Review: HEART BERRIES by Terese Marie Mailhot

Book Description: 

Heart Berries is a powerful, poetic memoir of a woman’s coming of age on the Seabird Island Indian Reservation in the Pacific Northwest. Having survived a profoundly dysfunctional upbringing only to find herself hospitalized and facing a dual diagnosis of post traumatic stress disorder and bipolar II disorder; Terese Marie Mailhot is given a notebook and begins to write her way out of trauma. The triumphant result is Heart Berries, a memorial for Mailhot’s mother, a social worker and activist who had a thing for prisoners; a story of reconciliation with her father―an abusive drunk and a brilliant artist―who was murdered under mysterious circumstances; and an elegy on how difficult it is to love someone while dragging the long shadows of shame. Mailhot trusts the reader to understand that memory isn’t exact, but melded to imagination, pain, and what we can bring ourselves to accept. Her unique and at times unsettling voice graphically illustrates her mental state. As she writes, she discovers her own true voice, seizes control of her story, and, in so doing, reestablishes her connection to her family, to her people, and to her place in the world. 

“Observation is a skill. Observation isn’t easy, and the right eyes can make me feel like a deer, while the wrong ones make me feel like a monster.” 

My Review: 

This might sound odd, but I love literary fiction, psychological thrillers, and memoirs all for the same reason: they are thought-provoking. I love books that make you think.

HEART BERRIES, a memoir by Terese Marie Mailhot, is one such book. It’s painfully honest and shows a very authentic perspective of the human condition. It’s no coincidence that Emma Watson chose it for her Our Shared Shelf March selection, which I one hundred percent agree with.

“In white culture, forgiveness is synonymous with letting go. In my culture, I believe we carry pain until we can reconcile with it through ceremony. Pain is not framed like a problem with a solution. I don’t even know that white people see transcendence the way we do. I’m not sure that their dichotomies apply to me.” 

Mailhot is a Native woman, who checks herself into a psychiatric hospital as a last resort. She struggles with loss, insatiability, abandonment, past abuse, desperation, and mental illness. Her writing style is poetic, lyrical, and at times stream of consciousness. It’s written in short impressionistic essays so it took a few pages for me to get into a rhythm, but at some point you find you’re almost finished with the book and wonder where the time went.

I was swept up in Mailhot’s introspective, descriptive language and when it ended I wanted to learn more. It is really difficult for me to put into words how I feel about this book so I’ll sum it up like this: it’s beautiful, unapologetic, emotive, insightful, picturesque, and unveiled.

“Sometimes I know part of me is still a ghost, walking next to my mother, looking for something to make an offering to, holding her hand. Either this feeling means that part of me is dead, or that she’s alive, somewhere inside of me.” 

My rating is 5 / 5 outstanding stars!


▸ **Task details**
Your task is to copy every line of the entries that contains "Frustrating".

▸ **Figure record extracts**
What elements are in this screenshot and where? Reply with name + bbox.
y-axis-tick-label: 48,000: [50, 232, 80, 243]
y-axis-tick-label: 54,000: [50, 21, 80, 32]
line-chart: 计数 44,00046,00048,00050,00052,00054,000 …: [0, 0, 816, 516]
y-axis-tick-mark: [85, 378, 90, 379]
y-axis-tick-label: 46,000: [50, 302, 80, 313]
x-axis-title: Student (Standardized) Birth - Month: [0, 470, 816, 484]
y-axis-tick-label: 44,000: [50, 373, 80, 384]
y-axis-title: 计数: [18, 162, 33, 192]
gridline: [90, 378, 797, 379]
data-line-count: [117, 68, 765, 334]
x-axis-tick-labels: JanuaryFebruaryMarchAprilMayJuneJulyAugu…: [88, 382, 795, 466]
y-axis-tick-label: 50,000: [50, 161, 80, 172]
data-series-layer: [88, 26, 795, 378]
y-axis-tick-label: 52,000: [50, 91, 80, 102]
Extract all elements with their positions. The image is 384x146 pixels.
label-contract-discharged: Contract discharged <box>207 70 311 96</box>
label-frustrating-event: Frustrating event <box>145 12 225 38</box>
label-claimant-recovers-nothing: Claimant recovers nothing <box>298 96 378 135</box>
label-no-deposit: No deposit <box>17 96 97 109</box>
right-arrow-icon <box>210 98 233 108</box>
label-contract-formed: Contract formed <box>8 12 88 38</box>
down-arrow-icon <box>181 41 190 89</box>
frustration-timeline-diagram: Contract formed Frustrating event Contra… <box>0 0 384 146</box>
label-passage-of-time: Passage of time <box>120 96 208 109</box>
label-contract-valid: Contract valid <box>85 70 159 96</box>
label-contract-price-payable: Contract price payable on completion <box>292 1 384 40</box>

▸ **Exercise result**
label-frustrating-event: Frustrating event <box>145 12 225 38</box>
frustration-timeline-diagram: Contract formed Frustrating event Contra… <box>0 0 384 146</box>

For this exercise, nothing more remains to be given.